For somewhere to eat that’s slightly less busy, and slightly less glamorous architecturally, Annie’s at the Boathouse offers an exceptionally wide range of cakes – almost twenty on the day I visited including gluten free options – and a fine riverside location to sit drinking tea watching the world – or at least narrowboats, geese and swans – go by. Annie’s other, original branch is beside the Oxford Canal in Thrupp near Kidlington.
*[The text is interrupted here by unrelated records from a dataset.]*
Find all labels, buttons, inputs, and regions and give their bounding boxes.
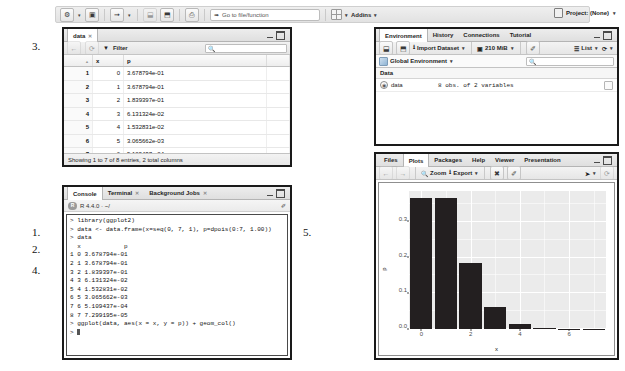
column-header-rownum[interactable]: ▲ xyxy=(64,55,93,67)
row-number: 5 xyxy=(64,121,93,135)
minimize-icon[interactable] xyxy=(594,37,600,38)
tab-background-jobs[interactable]: Background Jobs ✕ xyxy=(144,187,212,200)
bar xyxy=(410,198,432,329)
clear-all-plots-broom-icon[interactable]: ✐ xyxy=(507,166,521,180)
data-viewer-search-input[interactable]: 🔍 xyxy=(205,44,287,53)
minimize-icon[interactable] xyxy=(267,37,273,38)
load-workspace-icon[interactable]: ⬓ xyxy=(379,41,393,55)
tab-help[interactable]: Help xyxy=(467,154,490,167)
main-toolbar: ⚙ ▾ ▣ ➞ ▾ ⬓ ⬒ ⎙ ➠ Go to file/function ▾ … xyxy=(55,6,590,23)
row-number: 6 xyxy=(64,134,93,148)
environment-view-mode-button[interactable]: ☰ List ▾ xyxy=(574,45,599,52)
console-prompt: > xyxy=(70,329,77,336)
next-plot-arrow-icon[interactable]: → xyxy=(396,166,410,180)
print-icon[interactable]: ⎙ xyxy=(185,8,199,22)
row-number: 2 xyxy=(64,80,93,94)
console-interrupt-icon[interactable]: ✐ xyxy=(281,202,286,209)
table-row[interactable]: 3 2 1.839397e-01 xyxy=(64,94,290,108)
environment-object-row[interactable]: ◉ data 8 obs. of 2 variables xyxy=(376,79,617,92)
annotation-3: 3. xyxy=(32,40,40,52)
table-row[interactable]: 4 3 6.131324e-02 xyxy=(64,107,290,121)
save-workspace-icon[interactable]: ⬒ xyxy=(396,41,410,55)
maximize-icon[interactable] xyxy=(603,156,612,165)
tab-plots-label: Plots xyxy=(409,158,424,164)
table-row[interactable]: 2 1 3.678794e-01 xyxy=(64,80,290,94)
console-tabbar: Console Terminal ✕ Background Jobs ✕ xyxy=(64,187,290,200)
goto-file-function-input[interactable]: ➠ Go to file/function xyxy=(210,9,320,21)
annotation-4: 4. xyxy=(32,264,40,276)
tab-files[interactable]: Files xyxy=(379,154,403,167)
plots-window-controls xyxy=(594,156,614,165)
expand-icon[interactable]: ◉ xyxy=(380,81,388,89)
close-icon[interactable]: ✕ xyxy=(135,190,139,196)
filter-funnel-icon[interactable]: ▼ xyxy=(103,45,109,51)
memory-usage-button[interactable]: ▣ 210 MiB ▾ xyxy=(477,45,515,52)
plot-canvas[interactable]: p x 0.00.10.20.30246 xyxy=(378,182,615,356)
cell-x: 0 xyxy=(93,67,124,81)
cell-x: 5 xyxy=(93,134,124,148)
minimize-icon[interactable] xyxy=(594,162,600,163)
environment-object-name: data xyxy=(391,82,403,88)
export-button[interactable]: ⭳ Export ▾ xyxy=(449,168,479,178)
clear-workspace-broom-icon[interactable]: ✐ xyxy=(526,41,540,55)
addins-button[interactable]: ▾ Addins ▾ xyxy=(331,9,378,20)
filter-label[interactable]: Filter xyxy=(113,45,128,51)
previous-plot-arrow-icon[interactable]: ← xyxy=(379,166,393,180)
close-icon[interactable]: ✕ xyxy=(88,33,92,39)
remove-plot-icon[interactable]: ✖ xyxy=(490,166,504,180)
column-header-p[interactable]: p xyxy=(124,55,267,67)
back-arrow-icon[interactable]: ← xyxy=(67,41,81,55)
import-dataset-label: Import Dataset xyxy=(417,45,459,51)
open-file-icon[interactable]: ➞ xyxy=(110,8,124,22)
tab-viewer[interactable]: Viewer xyxy=(490,154,519,167)
console-context-bar: R R 4.4.0 · ~/ ✐ xyxy=(64,200,290,212)
row-number: 1 xyxy=(64,67,93,81)
plots-publish-button[interactable]: ➤ ▾ xyxy=(585,170,597,177)
annotation-2: 2. xyxy=(32,243,40,255)
plot-panel: 0.00.10.20.30246 xyxy=(409,191,606,329)
cell-p: 6.131324e-02 xyxy=(124,107,267,121)
row-number: 4 xyxy=(64,107,93,121)
tab-tutorial-label: Tutorial xyxy=(510,32,532,38)
table-row[interactable]: 1 0 3.678794e-01 xyxy=(64,67,290,81)
maximize-icon[interactable] xyxy=(603,31,612,40)
close-icon[interactable]: ✕ xyxy=(203,190,207,196)
tab-presentation[interactable]: Presentation xyxy=(519,154,565,167)
maximize-icon[interactable] xyxy=(276,31,285,40)
view-data-grid-icon[interactable] xyxy=(604,81,613,90)
global-environment-selector[interactable]: Global Environment ▾ xyxy=(379,57,454,66)
console-line: > data <- data.frame(x=seq(0, 7, 1), p=d… xyxy=(70,226,272,233)
tab-console[interactable]: Console xyxy=(67,187,103,200)
import-dataset-button[interactable]: ⭳ Import Dataset ▾ xyxy=(413,43,466,53)
tab-tutorial[interactable]: Tutorial xyxy=(505,29,537,42)
zoom-button[interactable]: 🔍 Zoom xyxy=(421,170,446,177)
table-row[interactable]: 6 5 3.065662e-03 xyxy=(64,134,290,148)
table-row[interactable]: 5 4 1.532831e-02 xyxy=(64,121,290,135)
x-axis-tick-label: 2 xyxy=(469,331,472,337)
tab-data-label: data xyxy=(73,33,85,39)
open-recent-chevron-down-icon[interactable]: ▾ xyxy=(127,12,132,18)
save-icon[interactable]: ⬓ xyxy=(143,8,157,22)
console-output[interactable]: > library(ggplot2) > data <- data.frame(… xyxy=(66,214,288,356)
x-axis-tick-label: 6 xyxy=(567,331,570,337)
maximize-icon[interactable] xyxy=(276,189,285,198)
project-selector[interactable]: Project: (None) ▾ xyxy=(554,6,617,20)
column-header-x[interactable]: x xyxy=(93,55,124,67)
save-all-icon[interactable]: ⬒ xyxy=(160,8,174,22)
environment-refresh-button[interactable]: ⟳ ▾ xyxy=(602,45,614,52)
r-logo-icon: R xyxy=(68,202,77,210)
new-file-chevron-down-icon[interactable]: ▾ xyxy=(77,12,82,18)
new-file-icon[interactable]: ⚙ xyxy=(60,8,74,22)
new-project-icon[interactable]: ▣ xyxy=(85,8,99,22)
column-header-p-label: p xyxy=(127,58,131,64)
refresh-icon[interactable]: ⟳ xyxy=(85,41,99,55)
tab-packages[interactable]: Packages xyxy=(429,154,467,167)
plots-refresh-icon[interactable]: ⟳ xyxy=(600,166,614,180)
chevron-down-icon: ▾ xyxy=(474,170,479,176)
x-axis-tick-mark xyxy=(569,329,570,331)
tab-terminal[interactable]: Terminal ✕ xyxy=(103,187,145,200)
tab-history[interactable]: History xyxy=(428,29,459,42)
minimize-icon[interactable] xyxy=(267,195,273,196)
tab-connections[interactable]: Connections xyxy=(458,29,504,42)
environment-search-input[interactable]: 🔍 xyxy=(526,57,614,66)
In addition to the exceptional range of cakes, the menu offers a fairly extensive range of options, with sandwiches of varying sizes (Boaters’ sandwiches for doorsteps, Cottage sandwiches for something slightly daintier), hot meals, and breakfast until 11.30am. There is a reasonable range of loose leaf teas and other hot beverages, and a well stocked fridge filled with cold soft drinks. For those wanting something colder still, ice cream is served, not just for those staying to take tea but also to those passing by to take away. There are plenty of tables inside and also plenty of benches outside for those taking tea.
Arriving just before it got busy for lunch (though with so many tables and benches, there was space for plenty more), I had a bacon, lettuce and tomato Boaters’ sandwich, a slice of coffee and walnut cake, and a pot of gunpowder green tea, for £13.55. It was quite delicious and filling, almost of Yorkshire tearoom proportions.